I was at a bar once and this guy told me the first job he ever had was at age fifteen, when his uncle hired him to help blow up a beaver dam. They stuffed the dam with a bunch of dynamite. His uncle told him to light the fuse, so he did. Then he asked his uncle what he was supposed to do now. His uncle said, “Run like hell, boy!”
I have this memory, during the pandemic, of walking down my street in a weird kind of haze, and seeing my friend Kieran walking down the same street, in the opposite direction. I hadn’t seen Kieran since I left the South, and I didn’t have a clue what he was doing here. We stopped and hugged and talked. Turns out he just moved here. We played music together and made a record and it was really fun. Then he moved to Maine, though I still see him all the time.
What are the odds? Just on the sidewalk like that. One of the best things that ever happened to me.
My neighbor Andrew got in trouble last Halloween for the decorations he hung up at the liquor store he’s worked at forever. They were not offensive decorations. They were just scary as hell. Disturbing. Every time I think about Andrew’s face—five ciders in, grinning like a fiend—telling me about it, I can’t stop laughing.
I saw the Kurosawa movie Ran at IFC the other day. I love Ran. It’s pretty much a perfect movie. But there was an older couple behind me and they wouldn’t shut up. Just gabbing away. I’m kind of an asshole in movies sometimes. It’s a personal problem, and I’m working on it. Meditation has helped. They were a husband and wife (that was obvious), and whenever anything interesting happened, they would grunt, one after the other. No words, just different tones of grunts, repeated back at each other, a secret language. I was annoyed at first, then fascinated.
In the second half of the movie, they began farting. Back and forth. Similar cadence.
The other day I got breakfast with Bud and there was an old woman in the booth behind us complaining about her son-in-law (I think?). She said, “He’s always opening cans and taking a sip. Leaving them there, only one sip gone. On the counter, on the coffee table. You got to throw away the whole can. He’s a soda waster. I can’t take it anymore.”
Once I was at a bar and the gentleman next to me starting talking very animatedly to the bartender about the Mekons. He slammed his fist on the bar and said, “Jon Langford is a titan. A titan!” I hopped in the conversation, agreeing very much that Jon Langford was indeed a titan. Now that guy’s one of my best friends. His name is Matt.
It happens like that sometimes.
Another time I was at a bar and this guy started crying. Weeping, tears everywhere, face down on the bar. I asked him what the problem was, and he looked at me, pulled his shirt up, and showed me the pistol he had tucked in his pants. Then he went back to crying.
I finished my drink and got up to leave. He looked up at me and asked if I would take a shot with him. I said sure. He ordered Jager, which I didn’t love, but whatever. We clinked glasses and downed the shots. He said it was on him. Then he went back to crying. I saw him two weeks later at the park, talking to a friend. He was laughing. We didn’t speak.
It happens like that sometimes too.
I remember when I worked at the soup kitchen this one guy would always tell me how he stopped a robbery once. He said he threw himself in front of the gunman and got shot twice in the chest. Sometimes he said he got stabbed in the stomach. Other times it was just a really big fistfight. The cops were called. Everybody told him he was a hero. Whenever I asked him his name, he always told me he had the same name I did. But I never once told him my name. He gave me a baseball cap with deep white sweat rings on it. I still have it somewhere.
I am positive we have the same name.
man I love this, Jimmy
I heard once that the song A Hard Rain's Gonna Fall is made up of different songs Dylan put together as one. Songs he might not get to write, maybe not have time, I'm not sure the thinking, or if it's true. But this post reminded me of that song in the best way. I could almost read it to that music. It was dope as hell. A Hard Strays Gonna Fall!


Which lines of the data below hold "callout"? Copy each of them.

**DATA EXTRACTS**
%%
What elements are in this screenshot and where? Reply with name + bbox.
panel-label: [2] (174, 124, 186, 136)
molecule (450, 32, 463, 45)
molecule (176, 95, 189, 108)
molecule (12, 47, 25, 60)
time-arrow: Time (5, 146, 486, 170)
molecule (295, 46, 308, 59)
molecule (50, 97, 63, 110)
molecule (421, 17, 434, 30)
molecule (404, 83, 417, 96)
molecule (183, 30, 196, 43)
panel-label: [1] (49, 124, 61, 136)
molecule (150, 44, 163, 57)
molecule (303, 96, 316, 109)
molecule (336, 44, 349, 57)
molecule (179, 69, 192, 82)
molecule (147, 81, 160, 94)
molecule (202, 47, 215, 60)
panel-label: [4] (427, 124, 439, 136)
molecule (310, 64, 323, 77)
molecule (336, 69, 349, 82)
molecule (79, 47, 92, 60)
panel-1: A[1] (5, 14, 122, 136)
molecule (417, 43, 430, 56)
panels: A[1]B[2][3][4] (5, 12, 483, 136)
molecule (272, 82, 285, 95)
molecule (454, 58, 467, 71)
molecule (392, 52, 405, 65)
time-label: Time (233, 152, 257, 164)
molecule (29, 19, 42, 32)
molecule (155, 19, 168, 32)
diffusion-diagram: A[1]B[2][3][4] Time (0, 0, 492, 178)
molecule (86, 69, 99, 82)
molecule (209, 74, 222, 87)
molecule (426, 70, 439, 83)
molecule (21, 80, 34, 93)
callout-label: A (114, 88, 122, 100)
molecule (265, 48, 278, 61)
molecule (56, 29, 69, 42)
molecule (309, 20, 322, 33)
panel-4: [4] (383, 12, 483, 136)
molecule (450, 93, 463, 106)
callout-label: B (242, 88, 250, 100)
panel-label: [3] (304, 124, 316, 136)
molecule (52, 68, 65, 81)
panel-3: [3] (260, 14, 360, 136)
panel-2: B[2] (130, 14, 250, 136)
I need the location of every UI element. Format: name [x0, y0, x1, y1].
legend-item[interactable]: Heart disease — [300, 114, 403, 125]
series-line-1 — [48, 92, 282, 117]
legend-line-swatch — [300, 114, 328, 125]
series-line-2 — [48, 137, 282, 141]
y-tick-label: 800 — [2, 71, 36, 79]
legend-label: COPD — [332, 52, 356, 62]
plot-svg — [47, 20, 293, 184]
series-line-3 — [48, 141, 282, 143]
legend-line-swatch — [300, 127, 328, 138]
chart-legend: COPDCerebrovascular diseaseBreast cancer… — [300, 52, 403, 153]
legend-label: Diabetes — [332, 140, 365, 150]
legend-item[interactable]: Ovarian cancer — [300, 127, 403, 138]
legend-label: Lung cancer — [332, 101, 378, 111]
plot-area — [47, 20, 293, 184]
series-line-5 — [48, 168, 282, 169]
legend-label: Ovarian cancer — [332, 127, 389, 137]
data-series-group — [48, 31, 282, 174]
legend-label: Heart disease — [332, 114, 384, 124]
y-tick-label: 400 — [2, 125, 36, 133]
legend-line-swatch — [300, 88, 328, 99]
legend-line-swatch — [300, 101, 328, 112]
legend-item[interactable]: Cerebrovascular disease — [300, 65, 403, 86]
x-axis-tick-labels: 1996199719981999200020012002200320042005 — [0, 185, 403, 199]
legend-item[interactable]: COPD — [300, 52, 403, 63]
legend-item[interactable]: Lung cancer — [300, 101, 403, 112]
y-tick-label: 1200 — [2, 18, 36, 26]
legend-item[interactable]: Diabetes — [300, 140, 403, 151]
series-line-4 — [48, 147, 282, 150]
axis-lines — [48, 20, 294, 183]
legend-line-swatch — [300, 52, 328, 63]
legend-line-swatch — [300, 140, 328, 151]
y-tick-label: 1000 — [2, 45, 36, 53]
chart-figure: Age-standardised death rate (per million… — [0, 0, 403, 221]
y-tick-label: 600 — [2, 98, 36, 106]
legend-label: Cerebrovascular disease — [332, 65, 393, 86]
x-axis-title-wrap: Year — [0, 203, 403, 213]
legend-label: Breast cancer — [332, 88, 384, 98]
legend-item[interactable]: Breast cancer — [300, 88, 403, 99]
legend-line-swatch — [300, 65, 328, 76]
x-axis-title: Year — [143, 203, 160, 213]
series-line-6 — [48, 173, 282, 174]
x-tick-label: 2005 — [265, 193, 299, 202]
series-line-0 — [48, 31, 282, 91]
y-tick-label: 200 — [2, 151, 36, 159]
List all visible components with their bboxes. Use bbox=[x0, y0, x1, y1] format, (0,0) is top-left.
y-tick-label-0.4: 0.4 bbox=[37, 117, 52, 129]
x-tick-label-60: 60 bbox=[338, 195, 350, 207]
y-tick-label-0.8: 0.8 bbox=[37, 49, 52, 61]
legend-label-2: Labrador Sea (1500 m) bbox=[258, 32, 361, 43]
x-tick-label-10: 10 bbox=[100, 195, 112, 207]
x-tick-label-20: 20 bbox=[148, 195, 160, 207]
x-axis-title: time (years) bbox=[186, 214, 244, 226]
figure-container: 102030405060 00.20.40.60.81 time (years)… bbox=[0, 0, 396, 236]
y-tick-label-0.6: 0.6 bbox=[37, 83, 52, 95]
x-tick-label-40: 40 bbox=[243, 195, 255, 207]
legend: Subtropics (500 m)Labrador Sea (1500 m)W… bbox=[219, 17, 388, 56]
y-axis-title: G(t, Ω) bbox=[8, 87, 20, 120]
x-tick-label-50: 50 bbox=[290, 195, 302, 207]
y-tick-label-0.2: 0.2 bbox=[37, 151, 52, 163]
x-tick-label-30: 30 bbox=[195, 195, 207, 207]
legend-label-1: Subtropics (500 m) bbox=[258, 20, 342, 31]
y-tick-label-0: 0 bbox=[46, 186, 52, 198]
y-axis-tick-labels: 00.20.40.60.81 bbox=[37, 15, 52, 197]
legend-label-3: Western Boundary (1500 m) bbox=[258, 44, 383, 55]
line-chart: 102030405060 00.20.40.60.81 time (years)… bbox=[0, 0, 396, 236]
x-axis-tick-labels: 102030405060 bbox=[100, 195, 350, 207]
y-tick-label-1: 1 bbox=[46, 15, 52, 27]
%%
**WRITTEN REPLY**
callout-label: A (114, 88, 122, 100)
callout-label: B (242, 88, 250, 100)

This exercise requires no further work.